I did what I did and I personally feel I did the right thing. However, I though I’d hear what other people have to say. I was asking for opinions not advice.

If everyone was telling me I was wrong, I would stop and rethink my opinion. But that’s not the case here. It seems there are plenty of people who agree with me.

Keep telling yourself that.

Suppose I asked for a coffee, and then returned it because I wanted decafinated coffee?

Chances are I’d still get billed for one coffee.

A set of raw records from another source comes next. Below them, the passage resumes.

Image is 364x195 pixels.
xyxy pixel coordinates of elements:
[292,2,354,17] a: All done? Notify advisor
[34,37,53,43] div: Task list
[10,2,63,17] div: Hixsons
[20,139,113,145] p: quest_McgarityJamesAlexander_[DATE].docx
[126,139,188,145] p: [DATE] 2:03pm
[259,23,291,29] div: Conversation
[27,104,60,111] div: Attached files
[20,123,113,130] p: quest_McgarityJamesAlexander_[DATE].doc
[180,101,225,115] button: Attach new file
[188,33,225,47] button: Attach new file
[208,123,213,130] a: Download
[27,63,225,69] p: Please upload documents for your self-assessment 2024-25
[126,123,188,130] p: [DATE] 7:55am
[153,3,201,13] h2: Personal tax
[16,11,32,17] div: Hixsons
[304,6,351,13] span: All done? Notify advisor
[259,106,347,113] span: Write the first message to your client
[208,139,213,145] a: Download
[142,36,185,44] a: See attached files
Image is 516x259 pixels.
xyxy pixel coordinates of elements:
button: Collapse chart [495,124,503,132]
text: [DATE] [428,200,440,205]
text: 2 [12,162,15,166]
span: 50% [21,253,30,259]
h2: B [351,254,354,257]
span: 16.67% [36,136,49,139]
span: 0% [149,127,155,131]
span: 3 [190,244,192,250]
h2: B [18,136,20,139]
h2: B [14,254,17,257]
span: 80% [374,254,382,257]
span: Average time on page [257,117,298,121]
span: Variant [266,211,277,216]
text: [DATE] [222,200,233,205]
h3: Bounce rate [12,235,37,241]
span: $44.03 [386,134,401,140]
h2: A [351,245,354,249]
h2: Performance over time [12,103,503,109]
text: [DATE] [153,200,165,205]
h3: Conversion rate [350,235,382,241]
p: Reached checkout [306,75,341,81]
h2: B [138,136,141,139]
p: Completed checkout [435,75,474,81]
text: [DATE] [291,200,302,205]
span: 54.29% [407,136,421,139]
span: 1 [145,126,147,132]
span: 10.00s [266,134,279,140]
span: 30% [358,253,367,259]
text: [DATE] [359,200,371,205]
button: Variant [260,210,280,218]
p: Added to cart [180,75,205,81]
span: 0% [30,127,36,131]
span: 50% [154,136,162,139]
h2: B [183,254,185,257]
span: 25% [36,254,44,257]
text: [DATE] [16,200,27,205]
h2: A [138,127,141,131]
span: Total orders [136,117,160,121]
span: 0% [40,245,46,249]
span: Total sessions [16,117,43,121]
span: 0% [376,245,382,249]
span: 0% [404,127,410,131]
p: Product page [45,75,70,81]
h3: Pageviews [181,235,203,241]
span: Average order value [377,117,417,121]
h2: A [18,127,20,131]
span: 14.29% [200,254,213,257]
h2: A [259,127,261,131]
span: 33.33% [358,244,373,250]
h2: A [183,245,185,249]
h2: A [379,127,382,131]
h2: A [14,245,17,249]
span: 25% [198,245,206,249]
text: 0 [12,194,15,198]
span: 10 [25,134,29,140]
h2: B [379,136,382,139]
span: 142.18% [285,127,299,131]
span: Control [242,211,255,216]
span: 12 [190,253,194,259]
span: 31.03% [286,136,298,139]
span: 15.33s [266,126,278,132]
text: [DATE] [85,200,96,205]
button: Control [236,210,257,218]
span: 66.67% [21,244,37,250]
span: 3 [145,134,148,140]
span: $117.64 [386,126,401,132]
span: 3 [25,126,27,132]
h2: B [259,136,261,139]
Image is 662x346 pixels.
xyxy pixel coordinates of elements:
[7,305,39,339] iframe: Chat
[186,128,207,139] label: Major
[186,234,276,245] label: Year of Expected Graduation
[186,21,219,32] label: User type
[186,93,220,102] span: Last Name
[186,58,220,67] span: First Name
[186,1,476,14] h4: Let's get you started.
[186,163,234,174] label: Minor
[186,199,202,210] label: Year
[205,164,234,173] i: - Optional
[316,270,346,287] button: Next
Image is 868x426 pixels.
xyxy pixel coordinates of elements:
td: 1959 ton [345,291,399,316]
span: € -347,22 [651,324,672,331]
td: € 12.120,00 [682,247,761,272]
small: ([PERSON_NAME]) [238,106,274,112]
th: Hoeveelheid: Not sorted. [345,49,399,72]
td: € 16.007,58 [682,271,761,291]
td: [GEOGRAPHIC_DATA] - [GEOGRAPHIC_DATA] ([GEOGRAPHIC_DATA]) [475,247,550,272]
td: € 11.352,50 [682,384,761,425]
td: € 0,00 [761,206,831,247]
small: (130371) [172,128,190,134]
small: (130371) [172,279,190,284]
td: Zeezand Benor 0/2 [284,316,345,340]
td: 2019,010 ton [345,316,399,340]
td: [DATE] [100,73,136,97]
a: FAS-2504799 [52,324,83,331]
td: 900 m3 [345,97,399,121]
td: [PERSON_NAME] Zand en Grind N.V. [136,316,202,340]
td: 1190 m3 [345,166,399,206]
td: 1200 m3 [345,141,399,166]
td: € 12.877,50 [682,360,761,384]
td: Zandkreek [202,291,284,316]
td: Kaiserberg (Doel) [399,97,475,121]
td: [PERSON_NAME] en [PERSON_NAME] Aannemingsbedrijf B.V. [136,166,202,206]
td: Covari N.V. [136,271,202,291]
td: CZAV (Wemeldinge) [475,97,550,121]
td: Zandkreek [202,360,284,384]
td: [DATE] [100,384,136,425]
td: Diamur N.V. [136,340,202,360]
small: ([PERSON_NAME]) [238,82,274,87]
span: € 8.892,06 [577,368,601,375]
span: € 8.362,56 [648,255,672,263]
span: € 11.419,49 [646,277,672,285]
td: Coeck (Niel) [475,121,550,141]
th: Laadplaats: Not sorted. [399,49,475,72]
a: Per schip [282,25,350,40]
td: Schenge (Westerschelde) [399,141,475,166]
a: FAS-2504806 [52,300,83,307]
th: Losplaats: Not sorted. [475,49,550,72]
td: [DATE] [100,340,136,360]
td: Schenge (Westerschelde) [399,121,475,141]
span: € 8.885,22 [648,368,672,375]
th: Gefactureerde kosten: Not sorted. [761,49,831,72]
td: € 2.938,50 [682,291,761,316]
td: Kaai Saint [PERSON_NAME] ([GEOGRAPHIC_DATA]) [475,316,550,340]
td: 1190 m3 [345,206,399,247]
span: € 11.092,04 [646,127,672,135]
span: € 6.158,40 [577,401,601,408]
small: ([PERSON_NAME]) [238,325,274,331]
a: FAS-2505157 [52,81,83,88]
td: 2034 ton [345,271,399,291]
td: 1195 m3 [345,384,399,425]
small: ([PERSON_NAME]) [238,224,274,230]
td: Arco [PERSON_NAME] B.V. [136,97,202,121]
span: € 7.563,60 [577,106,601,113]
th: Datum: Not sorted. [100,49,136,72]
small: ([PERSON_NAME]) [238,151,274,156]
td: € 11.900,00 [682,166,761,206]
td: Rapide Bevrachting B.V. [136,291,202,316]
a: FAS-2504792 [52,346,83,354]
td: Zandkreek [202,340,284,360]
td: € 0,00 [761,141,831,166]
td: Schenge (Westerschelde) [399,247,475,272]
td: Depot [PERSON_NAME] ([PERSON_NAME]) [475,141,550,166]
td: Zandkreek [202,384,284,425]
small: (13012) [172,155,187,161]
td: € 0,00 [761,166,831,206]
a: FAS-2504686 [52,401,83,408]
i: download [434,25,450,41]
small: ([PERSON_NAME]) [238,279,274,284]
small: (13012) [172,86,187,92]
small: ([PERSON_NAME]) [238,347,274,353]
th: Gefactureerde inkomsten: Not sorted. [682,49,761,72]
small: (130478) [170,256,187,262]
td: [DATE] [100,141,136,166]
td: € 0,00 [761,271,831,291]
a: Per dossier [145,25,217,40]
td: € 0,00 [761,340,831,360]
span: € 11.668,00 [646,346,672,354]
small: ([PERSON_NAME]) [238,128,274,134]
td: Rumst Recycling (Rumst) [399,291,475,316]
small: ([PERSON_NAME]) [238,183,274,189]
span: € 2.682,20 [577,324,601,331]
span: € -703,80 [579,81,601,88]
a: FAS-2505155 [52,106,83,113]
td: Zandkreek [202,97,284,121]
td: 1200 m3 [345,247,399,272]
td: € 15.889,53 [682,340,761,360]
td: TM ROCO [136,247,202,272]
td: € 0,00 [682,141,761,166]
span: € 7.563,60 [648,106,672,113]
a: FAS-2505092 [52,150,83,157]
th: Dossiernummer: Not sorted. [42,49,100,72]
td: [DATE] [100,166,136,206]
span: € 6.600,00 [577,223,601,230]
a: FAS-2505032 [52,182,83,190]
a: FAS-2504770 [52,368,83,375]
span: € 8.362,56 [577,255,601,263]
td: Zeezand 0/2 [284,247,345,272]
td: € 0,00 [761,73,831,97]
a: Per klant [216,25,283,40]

I would have asked her if she was serious about charging me twice for the iced tea. That would give her a chance to amend the bill that someone else may have wrote up without thinking.
You may have felt good about stiffing on the tip, but you don’t feel good about it now do you ?

So, let’s say a glass of iced tea is $2.

Let’s also say what you would have wanted to pay (bill with one glass of iced tea) is $18 but she charged you $20.

Let’s assume you leave an “average” tip of 15%

On the correct order, that’s $2.70. On the incorrect order, that’s $3.00

But you actually took off the cost of the iced tea, hypothetically leaving the waitress with a $0.70 tip? A 3.5% tip is…cheap…especially over such a trivial mistake.

Should you not, instead, have docked her the cost of the tip on the value of the tea, that is, $0.30, so leaving her with $2.70…or $2.50 or $2.00 if you felt the error needed a reduction in the tip percentage? It’s what I would have done, had I not simply asked her to correct the bill in the first place.